Dear County Derry,
Can a place hold memories?
John Carmichael was my 4th great-grandfather. Do you remember him? He was born within your borders just outside the town of Dungiven on 11 June 1774. It’s thought his parents were Archibald and Isabella (Dunlap) Carmichael (although I haven’t found definitive proof of them). John and his sister, Isabel, left your beautiful shores before 1800, arriving in Charleston, South Carolina. They were poor, but she had work, and around 1788, Isabel sent John to Augusta, Georgia, to clerk for a businessman there.¹

Overlooking Dungiven, County Londonderry, Northern Ireland
Isabel married George Ringland in South Carolina in 1793. They would have at least 3 children before George died in 1804.

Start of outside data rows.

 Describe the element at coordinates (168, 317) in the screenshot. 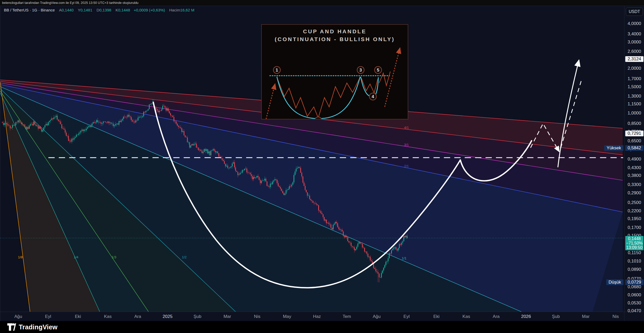

I see `time-label: 2025` at that location.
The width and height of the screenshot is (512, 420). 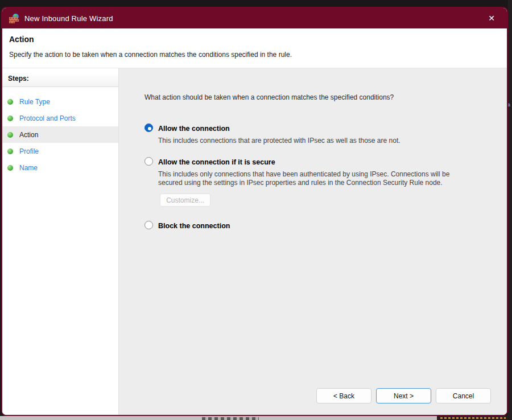 I want to click on option-label: Allow the connection if it is secure, so click(x=217, y=162).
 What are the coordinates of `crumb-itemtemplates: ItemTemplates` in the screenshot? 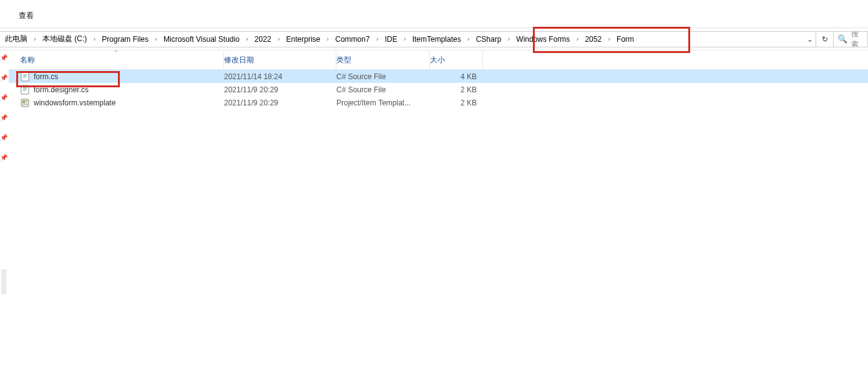 It's located at (437, 39).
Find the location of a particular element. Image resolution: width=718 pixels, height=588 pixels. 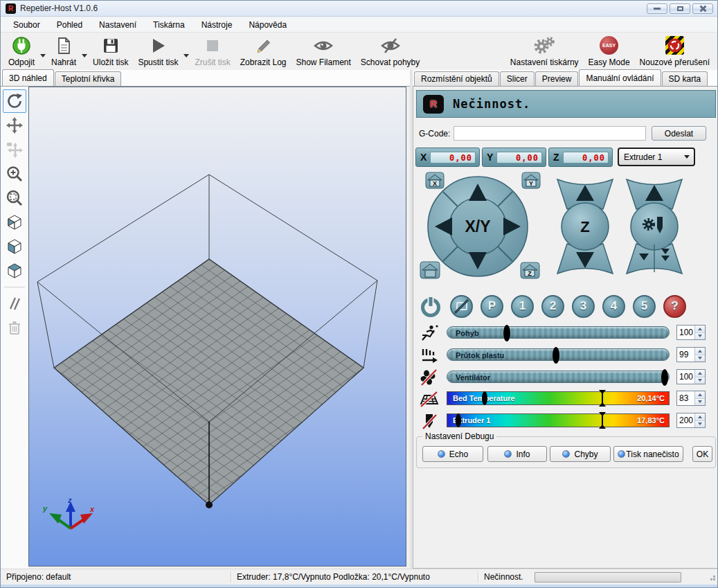

tab-preview: Preview is located at coordinates (557, 79).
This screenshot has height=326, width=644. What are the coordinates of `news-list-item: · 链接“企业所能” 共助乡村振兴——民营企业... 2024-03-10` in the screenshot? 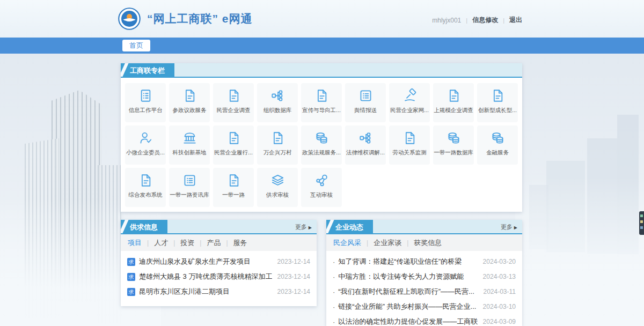 It's located at (424, 307).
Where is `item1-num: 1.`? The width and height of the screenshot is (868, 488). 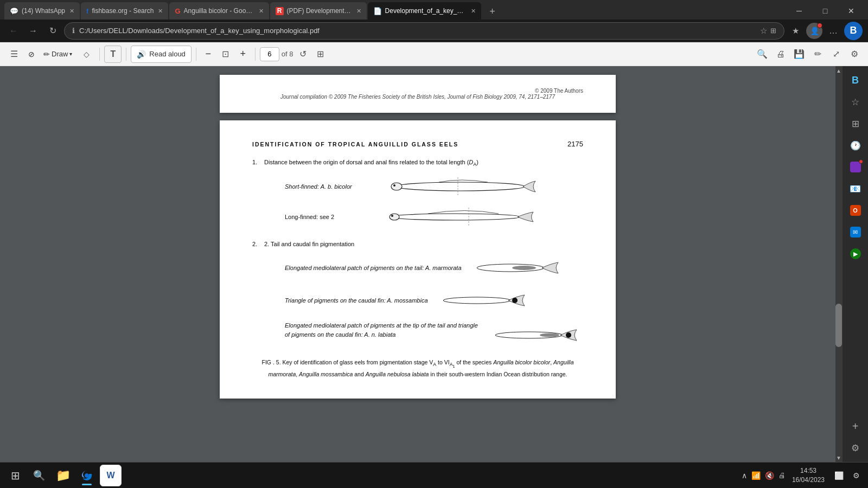 item1-num: 1. is located at coordinates (257, 162).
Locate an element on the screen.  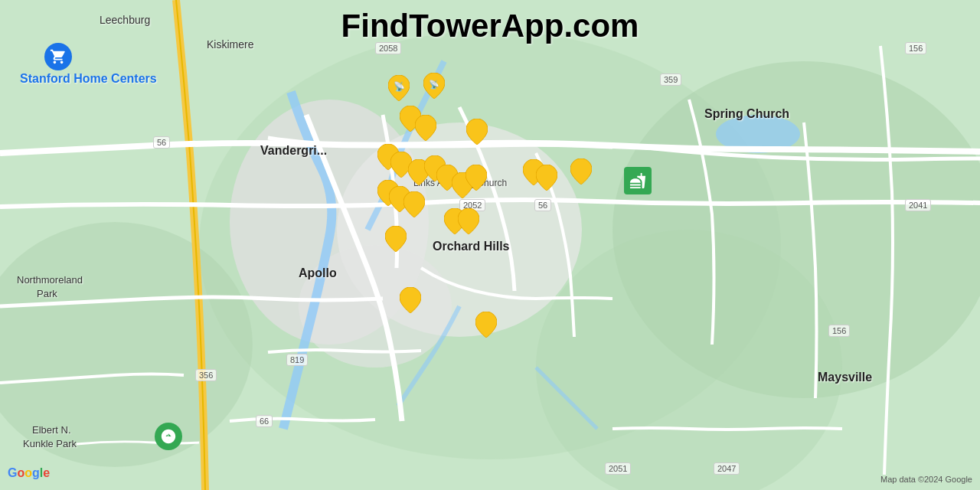
park-icon is located at coordinates (168, 436).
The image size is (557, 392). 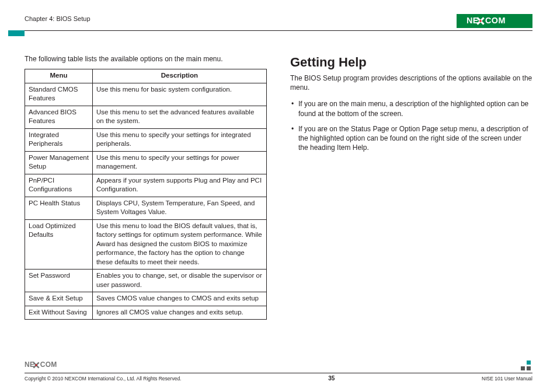 What do you see at coordinates (146, 313) in the screenshot?
I see `table-row: Exit Without SavingIgnores all CMOS valu…` at bounding box center [146, 313].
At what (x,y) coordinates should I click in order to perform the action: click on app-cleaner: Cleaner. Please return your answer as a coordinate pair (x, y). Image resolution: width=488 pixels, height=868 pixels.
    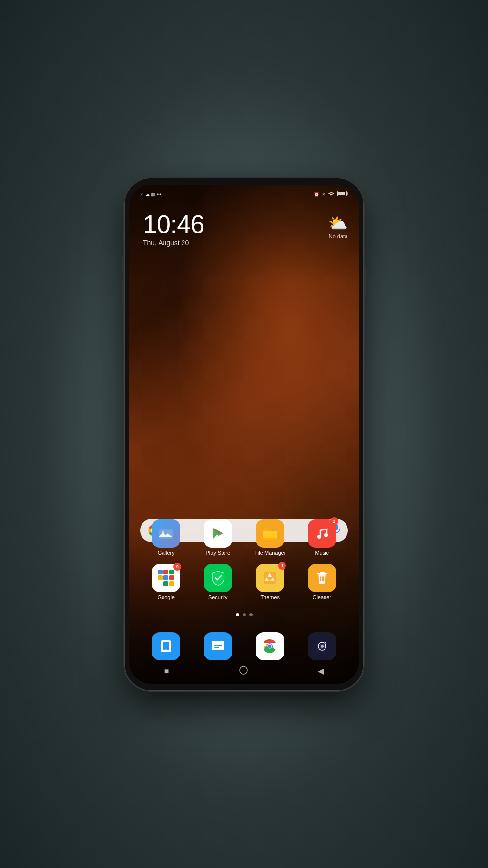
    Looking at the image, I should click on (322, 582).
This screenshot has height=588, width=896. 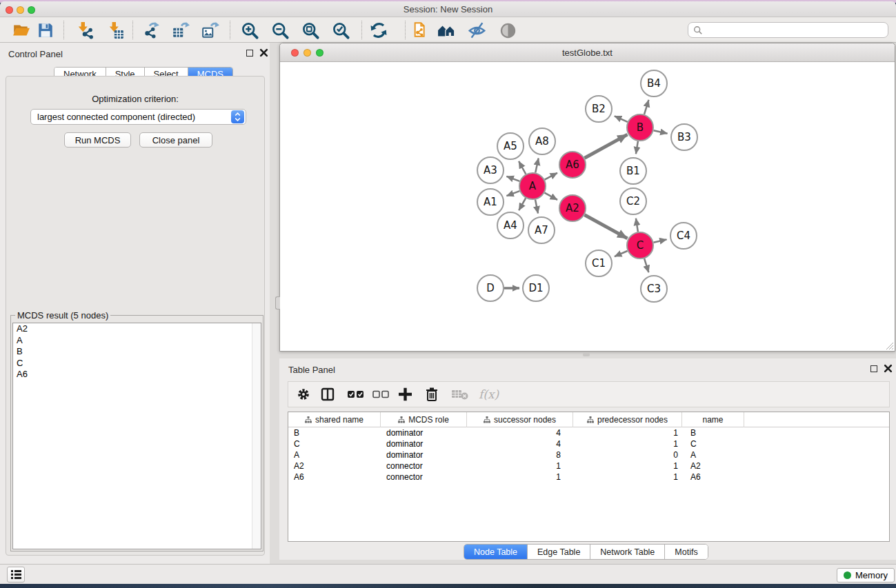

John was honest and industrious. A short biography of him claims, “He was very ignorant but his desire for education was so great that he studied in the attic without fire in winter to read and write rolling up his feet under him to keep them warm.”¹ He went on to become a successful businessman in Augusta, Georgia.
He married first Rachel Davis and they had one daughter. His second wife was Mary Elizabeth Eve. Together they had 13 children. Several of their children married other Scotch-Irish immigrants or descendants of Scotch-Irish immigrants. John also adopted Isabel’s three children when they were teenagers.
But back to you, dearest Derry. Recently, we visited your fine county, with it’s rolling mountains, patchwork valleys, and kindhearted people. We visited the home that John and Isabel may have grown up in. The lady that lives there now was good enough to invite us into the house and talk to us about her family and the house. She has lived there since she married her husband more than 60 years ago. The white-washed house was at least 300 years old then and when she came to live there, it had a thatched roof. We could see that the walls at the windows and doorways were at least three feet thick. She pointed to the stove in the cozy kitchen we were sitting in and told us behind the wall was the old fireplace. I could picture it as she described the size, shape, and the two seats on either side of the hearth.
Reluctantly, we said goodbye with a hug, a kiss to the cheek, and a “God bless you.” I felt like I knew this woman; I felt like I had been inside her home before; I felt the love that those walls have held. Those feelings of familiarity continued as we walked around the property.
So, Derry, can a place hold memories? I believe it can.
With love,
Julie
This post is part of my Ireland Genealogy Trip series.
Sources:
- Scotch-Irish Society of America. The Scotch-Irish in America. Nashville, TN: Publishing House of the Methodist Episcopal Church, South, 1892.
What a great memory for you – visiting that home!